EFG-Hermes will shut its brokerage at the Abu Dhabi Securities Exchange by the end of the month in an effort to reduce costs, it said yesterday.
The Egyptian investment bank will instead cater to its institutional clients from its headquarters in Dubai amid dwindling demand in the UAE for buying and selling shares among the public.
"We submitted our intention, but we are still working on the operational issues with the stock market and our clients - informing them that we are no longer operating out of Abu Dhabi," said Mohamed Ebeid, the co-head of brokerage at EFG-Hermes in Cairo.
The booths of the Abu Dhabi exchange once buzzed with the urgent chatter of brokers as traders launched their buy and sell orders via paper aeroplanes over the heads of rivals jamming the trading room's floor.
"Today everything is being done remotely.
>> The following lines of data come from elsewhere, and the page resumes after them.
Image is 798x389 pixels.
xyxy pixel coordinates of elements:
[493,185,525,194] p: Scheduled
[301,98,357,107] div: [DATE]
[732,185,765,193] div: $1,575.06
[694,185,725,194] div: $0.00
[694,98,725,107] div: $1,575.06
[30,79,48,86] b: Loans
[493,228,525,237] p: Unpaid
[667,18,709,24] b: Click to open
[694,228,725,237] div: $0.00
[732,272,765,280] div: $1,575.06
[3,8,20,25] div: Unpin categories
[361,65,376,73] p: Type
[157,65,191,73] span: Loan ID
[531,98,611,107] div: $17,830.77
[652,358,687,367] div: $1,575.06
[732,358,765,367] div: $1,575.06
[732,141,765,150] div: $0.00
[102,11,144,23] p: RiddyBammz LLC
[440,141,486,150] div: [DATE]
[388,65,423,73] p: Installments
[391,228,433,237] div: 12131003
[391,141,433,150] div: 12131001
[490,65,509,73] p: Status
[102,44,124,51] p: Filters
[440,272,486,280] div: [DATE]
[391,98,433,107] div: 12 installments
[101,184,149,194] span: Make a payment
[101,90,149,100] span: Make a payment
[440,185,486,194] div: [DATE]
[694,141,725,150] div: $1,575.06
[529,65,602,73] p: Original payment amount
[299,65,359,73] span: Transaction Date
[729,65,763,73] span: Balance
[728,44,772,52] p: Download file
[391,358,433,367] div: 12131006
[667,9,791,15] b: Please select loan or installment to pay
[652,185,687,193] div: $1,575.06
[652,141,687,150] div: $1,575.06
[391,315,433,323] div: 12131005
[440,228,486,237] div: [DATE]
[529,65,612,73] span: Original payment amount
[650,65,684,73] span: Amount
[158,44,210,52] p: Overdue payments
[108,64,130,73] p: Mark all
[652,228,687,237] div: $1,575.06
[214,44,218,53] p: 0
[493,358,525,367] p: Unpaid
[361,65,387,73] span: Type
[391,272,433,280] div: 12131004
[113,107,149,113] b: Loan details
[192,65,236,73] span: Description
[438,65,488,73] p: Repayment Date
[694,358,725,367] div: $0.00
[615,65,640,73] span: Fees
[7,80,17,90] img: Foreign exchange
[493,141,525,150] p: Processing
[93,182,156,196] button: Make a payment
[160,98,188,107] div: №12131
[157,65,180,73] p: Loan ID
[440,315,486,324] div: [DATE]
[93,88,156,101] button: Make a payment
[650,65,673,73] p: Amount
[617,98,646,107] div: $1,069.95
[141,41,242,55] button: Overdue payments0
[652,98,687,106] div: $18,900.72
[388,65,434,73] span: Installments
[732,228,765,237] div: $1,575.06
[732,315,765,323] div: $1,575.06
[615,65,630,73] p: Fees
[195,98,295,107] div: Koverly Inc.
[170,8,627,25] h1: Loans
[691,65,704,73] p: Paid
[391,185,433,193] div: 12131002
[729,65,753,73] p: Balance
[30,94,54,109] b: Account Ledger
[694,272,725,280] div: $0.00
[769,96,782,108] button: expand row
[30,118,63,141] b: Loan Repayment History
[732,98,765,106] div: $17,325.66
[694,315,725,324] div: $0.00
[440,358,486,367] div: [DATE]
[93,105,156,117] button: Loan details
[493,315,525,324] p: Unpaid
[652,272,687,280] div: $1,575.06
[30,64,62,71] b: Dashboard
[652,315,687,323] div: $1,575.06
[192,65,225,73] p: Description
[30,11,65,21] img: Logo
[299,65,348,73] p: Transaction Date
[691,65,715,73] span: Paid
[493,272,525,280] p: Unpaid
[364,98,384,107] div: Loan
It used to be that you had to have a physical presence because investors would swarm around the offices and brokers traded on orders," Mr Obeid said. "But the culture of trading changed in the last five or six years, mainly because of the correction that happened as a result of the global financial crisis."
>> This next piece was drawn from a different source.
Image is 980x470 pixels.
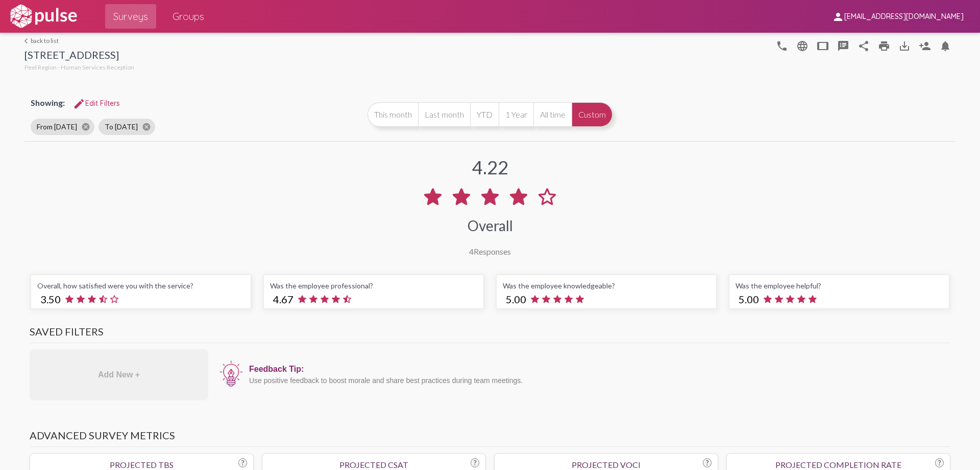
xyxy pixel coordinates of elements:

Many of those trading booths stood empty yesterday morning, some with the lights off.
Today, only 50 licensed brokerages are operating in the Emirates, down from 110 almost two years ago.
"There has been a restructuring of the traded value rankings by brokerage houses. Previously the top 10 were dominated by banks," said Nabil Farhat, a partner at Al Fajer Securities. "Now we are seeing stand-alone brokerages in the top 10."
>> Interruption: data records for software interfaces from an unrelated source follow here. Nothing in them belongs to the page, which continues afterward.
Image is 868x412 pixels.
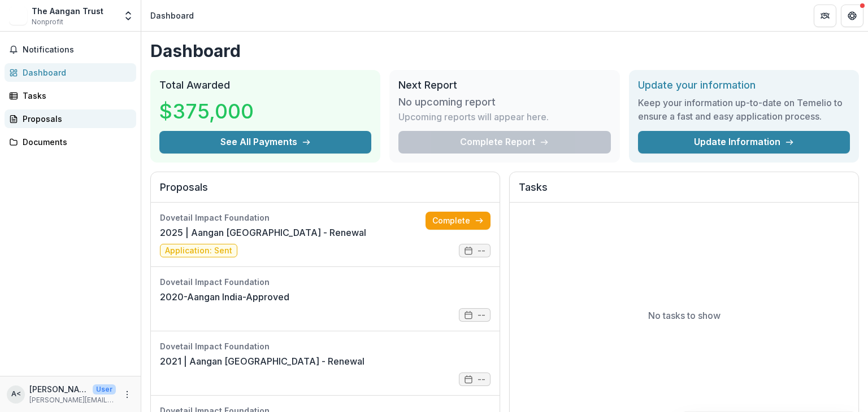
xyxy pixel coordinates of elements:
[150,41,859,61] h1: Dashboard
[23,90,127,102] div: Tasks
[121,388,134,401] button: More
[5,133,136,151] a: Documents
[398,96,495,109] h3: No upcoming report
[30,383,88,395] p: [PERSON_NAME] <[PERSON_NAME][EMAIL_ADDRESS][DOMAIN_NAME]> <[PERSON_NAME][EMAIL_ADDRESS][DOMAIN_NA...
[398,79,610,91] h2: Next Report
[160,96,254,127] h3: $375,000
[23,113,127,125] div: Proposals
[5,63,136,82] a: Dashboard
[23,45,131,55] span: Notifications
[425,212,490,230] a: Complete
[638,79,850,91] h2: Update your information
[160,354,365,368] a: 2021 | Aangan [GEOGRAPHIC_DATA] - Renewal
[160,181,490,202] h2: Proposals
[92,385,116,395] p: User
[11,390,21,398] div: Atiya Bose <atiya@aanganindia.org> <atiya@aanganindia.org>
[841,5,863,27] button: Get Help
[5,86,136,105] a: Tasks
[638,96,850,123] h3: Keep your information up-to-date on Temelio to ensure a fast and easy application process.
[813,5,836,27] button: Partners
[638,131,850,153] a: Update Information
[23,66,127,78] div: Dashboard
[121,5,136,27] button: Open entity switcher
[150,9,194,21] div: Dashboard
[31,5,103,17] div: The Aangan Trust
[146,7,198,23] nav: breadcrumb
[160,226,366,239] a: 2025 | Aangan [GEOGRAPHIC_DATA] - Renewal
[519,181,849,202] h2: Tasks
[160,79,371,91] h2: Total Awarded
[23,136,127,148] div: Documents
[30,395,116,405] p: [PERSON_NAME][EMAIL_ADDRESS][DOMAIN_NAME]
[160,290,290,303] a: 2020-Aangan India-Approved
[5,109,136,128] a: Proposals
[9,7,27,25] img: The Aangan Trust
[31,17,63,27] span: Nonprofit
[398,110,549,124] p: Upcoming reports will appear here.
[5,41,136,59] button: Notifications
[160,131,371,153] button: See All Payments
[648,309,720,322] p: No tasks to show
Al Fajer Securities, a private brokerage based in Abu Dhabi, ranks sixth in terms of traded value for the month of December. EFG Hermes ranks third.
"That is being helped through a rise of commission from volumes coupled with an increase in the brokerages' investment portfolio helped by higher stock prices and cost cutting," Mr Farhat said.
EFG's restructuring effort includes the elimination of seven positions across the UAE.
EFG's local brokerage lost Dh330,982 (US$90,112) in the third quarter, deepening a loss of Dh50,193 in the same period last year.
Trading volumes have reached Dh69.4 billion for Abu Dhabi and Dubai combined this year, an increase compared to last year's Dh57bn figure, but still below the Dh103bn of 2010.
The volume might not be there but the performance is: the ADX General Index has risen almost 10 per cent this year, while the Dubai Financial Market General Index has advanced about 18 per cent in the same period.
The new headquarters of the ADX, valued by Mubadala Development, a strategic investment company owned by the Abu Dhabi Government, at Dh4bn, is nearing completion on Sowwah Island.
Asked whether EFG would like to have a presence in Abu Dhabi's new financial hub, Mr Ebeid said, "We would be interested if at such time, the market volumes justifies being there".
Many foreign investment banks restructured their operations in the UAE last year to cope with falling volumes.
Germany's Deutsche Bank moved its head of equity capital markets back to London from Dubai. Nomura, based in Tokyo, closed its Dubai equity research unit, and HSBC shut its retail brokerage unit in the Emirates.